Mental health professionals 'must promote their work to commissioners'

By Lauren Higgs
Wednesday, July 6, 2011

The new president of the Royal College of Psychiatrists has urged child and adolescent mental health services (CAMHS) professionals to promote their work to GP commissioners and new health and wellbeing boards.

Professor Sue Bailey, who started her three-year term of office as president of the college last week, told CYP Now that CAMHS workers must use the NHS reforms to boost investment in child and adolescent mental health and embrace the public health agenda.

"CAMHS need to get out there and go and speak to the health and wellbeing boards and clinical commissioners about what they’re doing and what benefit it is for children at risk of developing a mental illness," she said. "They’ve got to talk about the great outcomes they achieve and why they are worth it. Every CAMHS team needs someone who is in on that clinical commissioning alongside GPs.

"We’ve got an irrefutable scientific argument for investment in CAMHS, in that half of lifetime mental illnesses start by the age of 14 and two-thirds by the age of 22."

One of Bailey’s key priorities during her term as president will be to protect psychiatric services from cuts.

"It is vital that services for people with mental illness are not eroded during this period of economic restraint," she explained. "We know that mental illness is associated with great risk of physical illness, and vice versa. Promoting mental health can bring great health, social and economic benefits across all sectors of society."

She said the college is planning to research the full extent of cuts to psychiatric posts in CAMHS, since current evidence on job losses is anecdotal.

"We are getting the sense that when professionals are coming to the end of their career, there is a now a tendency to put in locum posts and then if another person retires then two posts are just being replaced by one," she said. "We’re looking into doing some research to evidence that."

Another of Bailey’s presidential priorities will be to champion work with whole families, to improve the mental health and emotional wellbeing of both children and adults.

"I’d like to see mental health trusts working better across families in a way that makes sense to the families themselves, so mothers aren’t having to take children to different clinics," she said.

Bailey also hopes to use her presidency to highlight inequalities in health and social care for vulnerable groups, including children and people with learning disabilities and to promote the importance of research into mental illness and learning disability.

Bailey is consultant child and adolescent forensic psychiatrist in the Forensic Adolescent Consultation & Treatment Services (Facts) at Greater Manchester West Mental Health NHS Foundation Trust. She succeeds Professor Dinesh Bhugra, who became president of the college in 2008.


• _Problem to solve_: If a line in the data below contains "page", copy it.

• _Source data_:

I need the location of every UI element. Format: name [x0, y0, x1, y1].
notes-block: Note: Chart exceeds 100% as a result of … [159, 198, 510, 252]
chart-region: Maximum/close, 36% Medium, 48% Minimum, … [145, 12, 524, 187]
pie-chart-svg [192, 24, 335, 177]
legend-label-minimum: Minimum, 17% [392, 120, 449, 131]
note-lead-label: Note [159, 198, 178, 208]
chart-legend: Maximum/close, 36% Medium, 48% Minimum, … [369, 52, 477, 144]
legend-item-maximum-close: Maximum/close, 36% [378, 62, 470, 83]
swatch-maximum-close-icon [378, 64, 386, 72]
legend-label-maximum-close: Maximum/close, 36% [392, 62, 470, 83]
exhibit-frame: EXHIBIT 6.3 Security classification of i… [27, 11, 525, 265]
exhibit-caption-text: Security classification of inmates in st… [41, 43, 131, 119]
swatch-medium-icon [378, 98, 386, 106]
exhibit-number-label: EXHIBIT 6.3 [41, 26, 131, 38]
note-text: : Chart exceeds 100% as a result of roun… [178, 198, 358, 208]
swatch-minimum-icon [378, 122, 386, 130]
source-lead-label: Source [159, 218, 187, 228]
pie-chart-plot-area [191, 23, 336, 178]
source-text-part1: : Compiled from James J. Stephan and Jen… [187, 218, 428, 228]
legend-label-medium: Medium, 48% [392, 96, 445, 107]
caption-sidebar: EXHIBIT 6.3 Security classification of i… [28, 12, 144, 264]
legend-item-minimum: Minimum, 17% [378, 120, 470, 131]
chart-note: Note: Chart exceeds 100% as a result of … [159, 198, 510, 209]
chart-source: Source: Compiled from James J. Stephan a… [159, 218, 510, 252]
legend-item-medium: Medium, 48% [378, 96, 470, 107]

* * *

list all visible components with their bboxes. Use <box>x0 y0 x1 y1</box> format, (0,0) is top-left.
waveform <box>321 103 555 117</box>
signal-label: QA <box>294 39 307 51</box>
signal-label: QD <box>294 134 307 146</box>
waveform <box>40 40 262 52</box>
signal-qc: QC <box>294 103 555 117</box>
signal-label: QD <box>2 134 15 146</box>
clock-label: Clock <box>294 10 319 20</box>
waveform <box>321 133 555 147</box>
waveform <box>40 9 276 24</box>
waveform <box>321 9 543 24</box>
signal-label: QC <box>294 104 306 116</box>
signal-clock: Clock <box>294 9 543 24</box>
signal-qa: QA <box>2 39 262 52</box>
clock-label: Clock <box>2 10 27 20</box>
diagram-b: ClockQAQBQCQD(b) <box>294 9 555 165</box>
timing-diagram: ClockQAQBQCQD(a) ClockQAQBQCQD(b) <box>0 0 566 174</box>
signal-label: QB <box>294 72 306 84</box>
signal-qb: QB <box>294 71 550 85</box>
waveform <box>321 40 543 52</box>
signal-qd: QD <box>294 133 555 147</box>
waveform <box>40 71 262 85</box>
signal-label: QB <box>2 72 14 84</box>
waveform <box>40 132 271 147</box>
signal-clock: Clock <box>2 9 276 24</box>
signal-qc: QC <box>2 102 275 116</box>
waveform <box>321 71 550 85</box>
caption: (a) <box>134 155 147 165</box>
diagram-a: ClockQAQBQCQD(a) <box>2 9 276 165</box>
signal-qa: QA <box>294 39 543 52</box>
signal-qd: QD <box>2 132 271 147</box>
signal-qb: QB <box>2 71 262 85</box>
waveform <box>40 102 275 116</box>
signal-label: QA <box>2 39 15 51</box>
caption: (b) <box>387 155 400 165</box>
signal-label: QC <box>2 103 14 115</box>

--

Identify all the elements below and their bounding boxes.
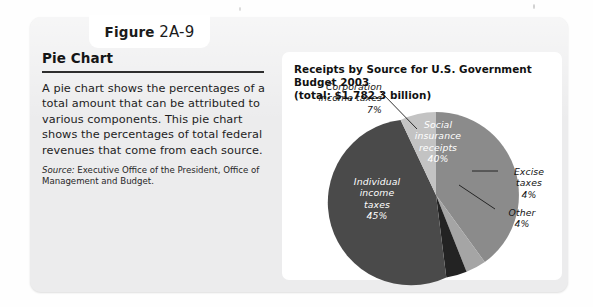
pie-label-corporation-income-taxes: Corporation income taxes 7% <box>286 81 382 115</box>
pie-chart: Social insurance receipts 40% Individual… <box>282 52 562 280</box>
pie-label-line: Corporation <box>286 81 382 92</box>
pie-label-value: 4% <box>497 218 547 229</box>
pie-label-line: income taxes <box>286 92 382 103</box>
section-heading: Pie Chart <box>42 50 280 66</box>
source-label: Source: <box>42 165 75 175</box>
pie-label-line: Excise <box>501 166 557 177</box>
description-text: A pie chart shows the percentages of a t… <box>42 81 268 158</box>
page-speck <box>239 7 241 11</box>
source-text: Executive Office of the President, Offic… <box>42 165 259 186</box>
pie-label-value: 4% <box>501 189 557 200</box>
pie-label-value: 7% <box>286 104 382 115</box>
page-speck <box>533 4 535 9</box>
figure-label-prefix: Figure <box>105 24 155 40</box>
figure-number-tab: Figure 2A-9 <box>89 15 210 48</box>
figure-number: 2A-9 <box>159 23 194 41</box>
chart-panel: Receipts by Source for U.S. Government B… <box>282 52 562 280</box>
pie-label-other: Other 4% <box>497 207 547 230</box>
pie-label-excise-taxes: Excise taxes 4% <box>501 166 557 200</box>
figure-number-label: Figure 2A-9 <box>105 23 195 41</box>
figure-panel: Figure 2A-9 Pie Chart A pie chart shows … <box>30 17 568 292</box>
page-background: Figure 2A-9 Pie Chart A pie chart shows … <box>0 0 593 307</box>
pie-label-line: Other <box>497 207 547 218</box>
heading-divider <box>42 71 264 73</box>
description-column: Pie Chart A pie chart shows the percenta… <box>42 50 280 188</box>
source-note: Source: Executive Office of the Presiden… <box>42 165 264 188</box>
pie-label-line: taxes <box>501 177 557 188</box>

• _Written answer_:
page-speck <box>239 7 241 11</box>
page-speck <box>533 4 535 9</box>
page-background: Figure 2A-9 Pie Chart A pie chart shows … <box>0 0 593 307</box>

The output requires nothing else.